We?ve learned over recent weeks that the FBI and the CIA had many warnings about upcoming terrorist attacks that they either downplayed or ignored. We?ve been told that during the Clinton years, the CIA was told to stop recruiting a certain type of low-life (possibly criminal) agent and instead of using moles to infiltrate foreign governments, to rely on technological snooping instead.

Now we learn that we did have agents inside al-Qaeda after all?to no avail. They knew attacks were coming, but didn?t get enough specific information to predict the date or type of attacks.
read more

Sensitive military aircraft parts ended up on eBay last week and a few were even sold, before the U.S. Air Force yanked them off the site. Norb Novocin, the dealer who put the parts up for sale, bought them legitimately in an unclaimed property sale from a warehouse, where they had been in storage. They are used in the SR-71 spy plane, the F-16 fighter, KC-10 aerial tankers and C-5 Galaxy giant cargo jets.

The parts are coded ?D,? meaning that if they are not used, they must be destroyed rather than sold. The shipment got lost 12 years ago on its way from Dover Air Force Base in Delaware to Georgia.
read more

In China, the country that is supposed to be our good friend and trading partner, books, movies and video games glorifying the Sept. 11 strikes are selling like hotcakes.
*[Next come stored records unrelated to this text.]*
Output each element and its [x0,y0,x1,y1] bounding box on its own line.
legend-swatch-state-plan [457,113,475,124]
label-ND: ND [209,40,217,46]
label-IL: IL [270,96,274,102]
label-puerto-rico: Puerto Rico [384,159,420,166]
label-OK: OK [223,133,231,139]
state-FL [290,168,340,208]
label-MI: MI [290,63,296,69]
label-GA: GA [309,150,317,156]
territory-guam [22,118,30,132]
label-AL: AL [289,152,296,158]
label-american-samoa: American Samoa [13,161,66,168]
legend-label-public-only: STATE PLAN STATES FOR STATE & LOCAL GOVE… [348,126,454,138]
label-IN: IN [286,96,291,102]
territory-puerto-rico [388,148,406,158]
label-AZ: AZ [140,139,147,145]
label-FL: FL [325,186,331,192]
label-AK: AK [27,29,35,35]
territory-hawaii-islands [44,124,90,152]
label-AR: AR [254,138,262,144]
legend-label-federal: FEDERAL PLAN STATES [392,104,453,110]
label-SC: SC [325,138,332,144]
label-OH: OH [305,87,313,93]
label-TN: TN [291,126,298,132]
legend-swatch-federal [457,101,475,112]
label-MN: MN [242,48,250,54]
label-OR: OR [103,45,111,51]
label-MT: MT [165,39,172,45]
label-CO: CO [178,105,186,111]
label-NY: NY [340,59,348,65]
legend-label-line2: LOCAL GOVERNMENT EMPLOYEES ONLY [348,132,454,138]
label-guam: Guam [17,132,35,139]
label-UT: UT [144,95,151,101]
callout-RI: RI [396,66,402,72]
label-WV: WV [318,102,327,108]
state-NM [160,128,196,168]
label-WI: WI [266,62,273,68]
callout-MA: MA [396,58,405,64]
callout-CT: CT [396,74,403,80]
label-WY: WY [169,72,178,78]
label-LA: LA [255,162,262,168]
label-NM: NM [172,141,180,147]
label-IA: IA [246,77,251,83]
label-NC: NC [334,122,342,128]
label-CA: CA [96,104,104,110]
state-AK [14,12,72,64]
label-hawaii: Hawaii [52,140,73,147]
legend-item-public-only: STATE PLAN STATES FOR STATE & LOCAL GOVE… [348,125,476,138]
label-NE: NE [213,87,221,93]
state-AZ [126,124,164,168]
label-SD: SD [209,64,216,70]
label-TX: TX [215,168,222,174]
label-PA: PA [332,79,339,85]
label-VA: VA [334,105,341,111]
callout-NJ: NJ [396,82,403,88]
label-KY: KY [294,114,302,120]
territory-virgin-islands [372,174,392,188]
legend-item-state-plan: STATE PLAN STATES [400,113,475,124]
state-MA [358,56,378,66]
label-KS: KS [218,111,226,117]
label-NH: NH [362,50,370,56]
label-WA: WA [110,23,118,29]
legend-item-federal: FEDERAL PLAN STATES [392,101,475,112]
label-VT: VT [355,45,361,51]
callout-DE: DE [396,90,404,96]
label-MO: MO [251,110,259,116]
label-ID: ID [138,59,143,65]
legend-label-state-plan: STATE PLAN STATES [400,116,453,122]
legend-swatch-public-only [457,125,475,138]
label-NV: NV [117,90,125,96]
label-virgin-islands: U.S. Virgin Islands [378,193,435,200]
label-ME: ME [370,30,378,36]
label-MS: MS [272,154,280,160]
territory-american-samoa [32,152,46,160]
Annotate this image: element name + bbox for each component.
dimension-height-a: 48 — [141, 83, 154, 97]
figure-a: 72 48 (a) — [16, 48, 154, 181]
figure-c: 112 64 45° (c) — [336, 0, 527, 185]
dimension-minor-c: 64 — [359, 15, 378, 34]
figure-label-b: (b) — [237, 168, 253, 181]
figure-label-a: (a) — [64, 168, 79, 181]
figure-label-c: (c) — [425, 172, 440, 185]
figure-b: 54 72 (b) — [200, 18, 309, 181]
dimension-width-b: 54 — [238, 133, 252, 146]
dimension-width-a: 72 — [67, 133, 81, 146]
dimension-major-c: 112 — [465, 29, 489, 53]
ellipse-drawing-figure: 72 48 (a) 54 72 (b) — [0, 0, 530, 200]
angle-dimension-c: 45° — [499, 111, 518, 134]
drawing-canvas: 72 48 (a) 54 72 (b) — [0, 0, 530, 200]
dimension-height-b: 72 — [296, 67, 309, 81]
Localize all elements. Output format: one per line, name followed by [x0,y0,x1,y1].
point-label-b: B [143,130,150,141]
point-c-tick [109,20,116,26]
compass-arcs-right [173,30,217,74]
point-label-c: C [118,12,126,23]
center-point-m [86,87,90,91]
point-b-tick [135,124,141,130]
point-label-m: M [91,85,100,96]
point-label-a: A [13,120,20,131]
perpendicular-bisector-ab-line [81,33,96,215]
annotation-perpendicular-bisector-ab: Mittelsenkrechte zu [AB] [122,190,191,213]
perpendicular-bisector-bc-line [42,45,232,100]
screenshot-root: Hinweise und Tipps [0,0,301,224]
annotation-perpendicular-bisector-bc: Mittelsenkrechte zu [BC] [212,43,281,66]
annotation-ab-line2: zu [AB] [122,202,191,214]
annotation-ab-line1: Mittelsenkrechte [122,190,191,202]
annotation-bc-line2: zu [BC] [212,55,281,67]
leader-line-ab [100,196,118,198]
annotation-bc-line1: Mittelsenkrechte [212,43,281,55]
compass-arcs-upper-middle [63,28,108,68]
Most of these are actually being produced and distributed by the government. Videos and DVDs have added dramatic background music to news clips of airplanes crashing into the World Trade Center.

Right after the attacks occurred on Sept. 11, government-controlled Beijing TV worked day and night to produce an anti-American documentary called Attack America. When they didn?t have enough actual 911 footage, they added scenes from old Godzilla movies, with Godzilla attacking Manhattan.
read more

Around the world, geologists are noticing that old, dry oil wells are mysteriously filling back up. New oil is also being discovered in fields where it previously hasn?t existed.

Mahlon Kennicutt of Texas A&M University thinks the new oil is surging upward from deposits deep below the ones currently being used. “Very light oil and gas were being injected from below, even as the producing was going on,” he says. This suggests there?s much more oil available than we thought.